Girls’ Reunion!

Jaya Srinivasan
3 min readMar 22, 2021
The site of our shenanigans

Y. organised a call with the girls (women?) from our Class 10 batch that she was able to get in touch with, and it was the best thing that has happened to me in months.

I remember these girls in their white school uniforms, pigtails, ribbons, and all; so, when they suddenly pop up on a screen with children of their own, it can be quite disarming. But when the girls-turned-women speak, you realise that the change is mostly physical — deep down, they still nurse those crushes on Rahul Dravid and Sourav Ganguly, laugh with their eyes, and brighten up your day. They were the reason school was fun, and they have carried those carefree elements into their sober, grown-up lives (or lives where they pretend to be grown up).

This was one of those rare calls where everybody turned up on time — or a couple of minutes before the call was due to begin. Messages flew back and forth on WhatsApp through the afternoon, as we were excited and grinning all day at the prospect of seeing one another, in some cases, after years. The girls scrambled to put their young kids to bed or thrust them into the arms of an adult in the vicinity (not always successfully, and because I know the children’s mothers, I know why!). For me, it was like being invited to a birthday party and spending the day in anticipation of time with friends. It was a good thing I didn’t have to speak on the work calls that day.

Finally, when we logged in and six faces appeared on the screen, there was a flurry of excited greetings, followed by a long pause as we took everyone in — the loved, familiar faces, only slightly changed with age, and as full of life as they were all those years ago.

When we started talking, we couldn’t stop, of course. Memories came bursting forth from different corners, no sequence or pattern to them — hours spent on the large playground, temperamental teachers, our own shenanigans — and we don’t know where the minutes went. We spoke of nail polish and the favourites we swapped — Elle 18's Icy Cool, Mystic Mauve, Can-Teen, Clueless. We recollected the punugulu at Indira Gandhi Park (which I never tried, so a trip back is in order), the new music teacher whom we bullied mercilessly, the games we played, and the books we read. Aptly, we opened with an incident that was embedded in our memories: one of our friends scribbling a note that described a pentagon as a ‘gun filled with penta (manure in Telugu)’, which riled the Maths teacher so much that he spent the rest of the period matching the ink from different pens to that on the note. We looked back at the time after the last day of each set of exams, when we lolled on the playgrounds with tiffin boxes packed to bursting.

There was a lot we couldn’t cover. There were more people we wanted on the call. But it was a terrific start to what all of us, despite the pull of daily life, hope can be sustained. A few hours every month of being fourteen again can be highly therapeutic.

We tried to speak of the present, but you can only think of the present so much when you are dwelling on school memories after nearly twenty years. The unbridled laughter, the empathy of people who know you inside out, the embarrassment we went through together, brought us closer. It is true that I’ve been the worst at keeping in touch over the years, but I want to turn over a new leaf. Especially if we are going to make things a little lighter for each other, and have more such calls where voices go hoarse with laughter, sleep eludes us, and the next day passes in a pleasant haze. That is an excellent kind of disorientation to have.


[What is required] The finished copy should match every record exactly and contain no pictures.

━━━━━ Information

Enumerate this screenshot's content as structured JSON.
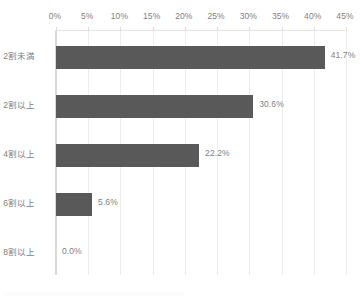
{
  "chart_data": {
    "type": "bar",
    "orientation": "horizontal",
    "title": "",
    "xlabel": "",
    "ylabel": "",
    "categories": [
      "2割未満",
      "2割以上",
      "4割以上",
      "6割以上",
      "8割以上"
    ],
    "values": [
      41.7,
      30.6,
      22.2,
      5.6,
      0.0
    ],
    "value_labels": [
      "41.7%",
      "30.6%",
      "22.2%",
      "5.6%",
      "0.0%"
    ],
    "xlim": [
      0,
      45
    ],
    "xticks": [
      0,
      5,
      10,
      15,
      20,
      25,
      30,
      35,
      40,
      45
    ],
    "xtick_labels": [
      "0%",
      "5%",
      "10%",
      "15%",
      "20%",
      "25%",
      "30%",
      "35%",
      "40%",
      "45%"
    ],
    "grid": true,
    "grid_axis": "x",
    "legend": false,
    "series": [
      {
        "name": "",
        "values": [
          41.7,
          30.6,
          22.2,
          5.6,
          0.0
        ]
      }
    ],
    "colors": {
      "bar": "#595959",
      "gridline": "#ededed",
      "axis_line": "#d9d9d9",
      "tick_text": "#808080",
      "background": "#ffffff"
    }
  }
}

━━━━━━━━━━

[Result of this task]
Enumerate this screenshot's content as structured JSON.
{
  "chart_data": {
    "type": "bar",
    "orientation": "horizontal",
    "title": "",
    "xlabel": "",
    "ylabel": "",
    "categories": [
      "2割未満",
      "2割以上",
      "4割以上",
      "6割以上",
      "8割以上"
    ],
    "values": [
      41.7,
      30.6,
      22.2,
      5.6,
      0.0
    ],
    "value_labels": [
      "41.7%",
      "30.6%",
      "22.2%",
      "5.6%",
      "0.0%"
    ],
    "xlim": [
      0,
      45
    ],
    "xticks": [
      0,
      5,
      10,
      15,
      20,
      25,
      30,
      35,
      40,
      45
    ],
    "xtick_labels": [
      "0%",
      "5%",
      "10%",
      "15%",
      "20%",
      "25%",
      "30%",
      "35%",
      "40%",
      "45%"
    ],
    "grid": true,
    "grid_axis": "x",
    "legend": false,
    "series": [
      {
        "name": "",
        "values": [
          41.7,
          30.6,
          22.2,
          5.6,
          0.0
        ]
      }
    ],
    "colors": {
      "bar": "#595959",
      "gridline": "#ededed",
      "axis_line": "#d9d9d9",
      "tick_text": "#808080",
      "background": "#ffffff"
    }
  }
}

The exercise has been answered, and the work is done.